The 30-Day Out-of-Service Branch

Any calendar day the vehicle sits at a dealership for warranty repair counts. Days waiting on back-ordered parts count. Days the tech never touched the car because another bay was free count. Days in a holding lot while the dealer waits for the manufacturer to approve authorization count. The only exclusion is time outside warranty repair, such as collision repair the dealer happens to be doing simultaneously.

Owners of diesel pickups, heavy SUVs, and EVs with drive-unit replacements frequently hit the 30-day branch first because replacement components are back-ordered. Keep rental car receipts and loaner agreements with dates; they prove the calendar days.

What "Repair Attempt" Means

A repair attempt is any time you present the vehicle to the manufacturer or its authorized representative for repair of a warrantable defect. It includes:

A could-not-duplicate or CND entry still counts. Under Civil Code 1793.2(b), the manufacturer has the obligation to diagnose and repair. You do not lose a repair attempt because a technician could not reproduce the defect on a short test drive.

Four Attempts, Still No Fix?

If you are at four attempts, two attempts on a safety defect, or 30 cumulative days out of service, the manufacturer presumptively owes you a buyback, replacement, or cash settlement. The manufacturer pays your attorney fees under Civil Code 1794(d).

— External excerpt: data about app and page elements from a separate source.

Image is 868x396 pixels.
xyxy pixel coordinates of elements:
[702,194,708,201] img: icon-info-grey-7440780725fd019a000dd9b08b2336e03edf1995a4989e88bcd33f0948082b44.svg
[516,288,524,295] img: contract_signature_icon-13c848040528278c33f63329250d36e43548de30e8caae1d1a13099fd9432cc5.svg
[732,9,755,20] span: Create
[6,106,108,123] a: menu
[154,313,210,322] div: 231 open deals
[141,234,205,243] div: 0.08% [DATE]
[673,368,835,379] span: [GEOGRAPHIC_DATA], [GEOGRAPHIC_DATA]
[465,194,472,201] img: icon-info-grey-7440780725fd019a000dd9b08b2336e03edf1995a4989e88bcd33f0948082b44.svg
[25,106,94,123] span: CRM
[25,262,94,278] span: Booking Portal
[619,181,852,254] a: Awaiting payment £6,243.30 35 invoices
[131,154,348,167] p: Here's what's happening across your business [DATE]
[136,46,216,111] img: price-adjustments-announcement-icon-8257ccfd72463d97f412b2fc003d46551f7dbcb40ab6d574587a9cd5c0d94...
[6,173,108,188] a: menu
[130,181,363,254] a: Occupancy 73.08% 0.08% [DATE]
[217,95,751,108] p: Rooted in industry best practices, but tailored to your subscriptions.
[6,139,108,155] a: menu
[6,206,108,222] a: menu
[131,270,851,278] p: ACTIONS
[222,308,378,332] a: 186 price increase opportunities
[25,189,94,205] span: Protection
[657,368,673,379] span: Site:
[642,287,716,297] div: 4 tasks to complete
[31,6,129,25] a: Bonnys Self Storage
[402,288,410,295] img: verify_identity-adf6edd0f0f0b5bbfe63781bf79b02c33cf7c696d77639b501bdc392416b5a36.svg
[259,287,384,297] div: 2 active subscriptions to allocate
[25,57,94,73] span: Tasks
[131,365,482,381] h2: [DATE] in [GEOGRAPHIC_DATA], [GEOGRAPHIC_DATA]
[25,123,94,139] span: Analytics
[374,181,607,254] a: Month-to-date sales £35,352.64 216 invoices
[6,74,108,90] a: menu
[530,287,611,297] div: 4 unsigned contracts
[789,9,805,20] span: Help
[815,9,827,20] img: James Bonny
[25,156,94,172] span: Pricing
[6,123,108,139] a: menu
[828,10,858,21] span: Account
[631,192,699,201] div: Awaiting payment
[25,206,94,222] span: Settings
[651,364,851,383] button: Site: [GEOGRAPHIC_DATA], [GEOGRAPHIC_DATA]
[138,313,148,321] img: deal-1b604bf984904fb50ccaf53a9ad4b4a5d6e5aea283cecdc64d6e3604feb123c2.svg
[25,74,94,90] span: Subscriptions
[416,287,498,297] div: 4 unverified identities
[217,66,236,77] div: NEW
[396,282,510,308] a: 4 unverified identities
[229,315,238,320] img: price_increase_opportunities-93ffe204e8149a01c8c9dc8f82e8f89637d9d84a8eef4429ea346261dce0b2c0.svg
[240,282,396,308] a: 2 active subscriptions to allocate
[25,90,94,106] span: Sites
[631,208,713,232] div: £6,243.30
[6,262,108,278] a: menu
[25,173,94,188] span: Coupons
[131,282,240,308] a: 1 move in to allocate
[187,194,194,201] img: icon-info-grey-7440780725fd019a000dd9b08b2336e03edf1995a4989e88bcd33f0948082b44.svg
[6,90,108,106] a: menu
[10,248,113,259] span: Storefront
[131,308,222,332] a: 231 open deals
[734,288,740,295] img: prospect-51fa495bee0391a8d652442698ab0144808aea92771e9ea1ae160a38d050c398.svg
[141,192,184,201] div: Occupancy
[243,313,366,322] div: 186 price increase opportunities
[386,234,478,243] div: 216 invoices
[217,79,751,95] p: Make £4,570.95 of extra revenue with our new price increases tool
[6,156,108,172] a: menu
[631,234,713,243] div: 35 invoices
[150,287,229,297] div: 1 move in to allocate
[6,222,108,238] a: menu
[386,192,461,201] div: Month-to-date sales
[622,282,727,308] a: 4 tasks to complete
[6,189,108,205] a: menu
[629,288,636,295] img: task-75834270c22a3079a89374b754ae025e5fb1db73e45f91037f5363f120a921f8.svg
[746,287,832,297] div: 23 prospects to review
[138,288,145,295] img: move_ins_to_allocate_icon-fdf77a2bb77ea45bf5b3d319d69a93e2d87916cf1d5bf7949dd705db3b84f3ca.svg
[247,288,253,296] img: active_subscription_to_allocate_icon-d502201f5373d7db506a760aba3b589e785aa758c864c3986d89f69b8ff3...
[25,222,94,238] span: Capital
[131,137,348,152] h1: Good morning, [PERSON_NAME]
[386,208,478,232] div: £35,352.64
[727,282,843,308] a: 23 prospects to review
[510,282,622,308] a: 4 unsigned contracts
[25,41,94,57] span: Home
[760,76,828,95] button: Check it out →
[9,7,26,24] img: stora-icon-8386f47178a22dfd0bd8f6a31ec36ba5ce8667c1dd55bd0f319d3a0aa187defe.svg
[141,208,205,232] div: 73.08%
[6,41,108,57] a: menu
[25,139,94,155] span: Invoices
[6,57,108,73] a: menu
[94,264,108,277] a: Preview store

Submit Your Case   Call (310) 598-9614

Outside the 18-Month / 18,000-Mile Window

The presumption does not apply outside 18 months or 18,000 miles, but the underlying right does. Civil Code 1793.2(d)(2) requires a buyback whenever the manufacturer has been unable to conform the vehicle after a reasonable number of attempts. The presumption is a shortcut. Without it, the reasonableness question goes to the jury, and juries frequently find three attempts over two years unreasonable if the defect is severe and the manufacturer was obviously not progressing toward a fix.

What Strengthens Your Count

What Weakens Your Count

Related Reading

Frequently Asked Questions

Can I file on just three attempts?
Often yes, especially if the defect is safety-critical or the car has been out of service for weeks. Call before assuming the number is too low.

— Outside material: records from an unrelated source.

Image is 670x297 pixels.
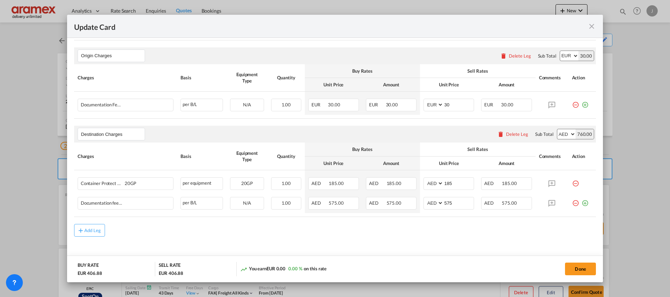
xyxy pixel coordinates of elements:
[181,177,223,190] div: per equipment
[267,266,286,271] span: EUR 0.00
[572,99,579,106] md-icon: icon-minus-circle-outline red-400-fg
[74,224,105,237] button: Add Leg
[181,74,223,81] div: Basis
[123,181,137,186] span: 20GP
[582,99,589,106] md-icon: icon-plus-circle-outline green-400-fg
[78,270,104,276] div: EUR 406.88
[181,153,223,159] div: Basis
[78,153,174,159] div: Charges
[484,200,501,206] span: AED
[501,102,513,107] span: 30.00
[240,266,327,273] div: You earn on this rate
[181,197,223,210] div: per B/L
[288,266,302,271] span: 0.00 %
[387,181,401,186] span: 185.00
[305,157,362,170] th: Unit Price
[588,22,596,31] md-icon: icon-close fg-AAA8AD m-0 pointer
[424,146,532,152] div: Sell Rates
[506,131,528,137] div: Delete Leg
[536,64,569,92] th: Comments
[536,143,569,170] th: Comments
[387,200,401,206] span: 575.00
[282,102,291,107] span: 1.00
[159,262,181,270] div: SELL RATE
[362,78,420,92] th: Amount
[282,200,291,206] span: 1.00
[329,200,343,206] span: 575.00
[243,102,251,107] span: N/A
[444,178,474,188] input: 185
[444,197,474,208] input: 575
[84,228,101,233] div: Add Leg
[362,157,420,170] th: Amount
[535,131,554,137] div: Sub Total
[369,102,385,107] span: EUR
[386,102,398,107] span: 30.00
[312,102,327,107] span: EUR
[241,181,253,186] span: 20GP
[576,129,594,139] div: 760.00
[74,22,588,31] div: Update Card
[78,262,99,270] div: BUY RATE
[478,78,535,92] th: Amount
[484,181,501,186] span: AED
[565,263,596,275] button: Done
[569,143,596,170] th: Action
[500,53,531,59] button: Delete Leg
[420,78,478,92] th: Unit Price
[329,181,343,186] span: 185.00
[305,78,362,92] th: Unit Price
[328,102,340,107] span: 30.00
[181,99,223,111] div: per B/L
[67,15,603,282] md-dialog: Update Card Port ...
[81,129,145,139] input: Leg Name
[582,197,589,204] md-icon: icon-plus-circle-outline green-400-fg
[569,64,596,92] th: Action
[500,52,507,59] md-icon: icon-delete
[81,99,148,107] div: Documentation Fee Origin
[312,200,328,206] span: AED
[369,181,386,186] span: AED
[282,181,291,186] span: 1.00
[230,150,264,163] div: Equipment Type
[420,157,478,170] th: Unit Price
[81,51,145,61] input: Leg Name
[81,197,148,206] div: Documentation fee - Destination
[78,74,174,81] div: Charges
[572,197,579,204] md-icon: icon-minus-circle-outline red-400-fg
[502,181,517,186] span: 185.00
[478,157,535,170] th: Amount
[240,266,247,273] md-icon: icon-trending-up
[77,227,84,234] md-icon: icon-plus md-link-fg s20
[497,131,504,138] md-icon: icon-delete
[502,200,517,206] span: 575.00
[538,53,556,59] div: Sub Total
[578,51,594,61] div: 30.00
[444,99,474,110] input: 30
[484,102,500,107] span: EUR
[271,153,301,159] div: Quantity
[509,53,531,59] div: Delete Leg
[159,270,183,276] div: EUR 406.88
[308,68,417,74] div: Buy Rates
[271,74,301,81] div: Quantity
[424,68,532,74] div: Sell Rates
[308,146,417,152] div: Buy Rates
[230,71,264,84] div: Equipment Type
[81,178,148,186] div: Container Protect Unlimited
[369,200,386,206] span: AED
[572,177,579,184] md-icon: icon-minus-circle-outline red-400-fg
[312,181,328,186] span: AED
[497,131,528,137] button: Delete Leg
[243,200,251,206] span: N/A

Do recall repairs count toward the 30-day branch?
Generally yes, if the recall relates to a nonconformity you have complained about.

What if the dealer never opened a repair order?
Request the invoice in writing. If the dealer refuses to document your complaint, that is itself a violation of Civil Code 1793.2(b).

Stop Wasting Your Afternoons at the Dealer

Free consultation. No fee unless we win. Manufacturer pays your attorney fees under Civil Code 1794(d).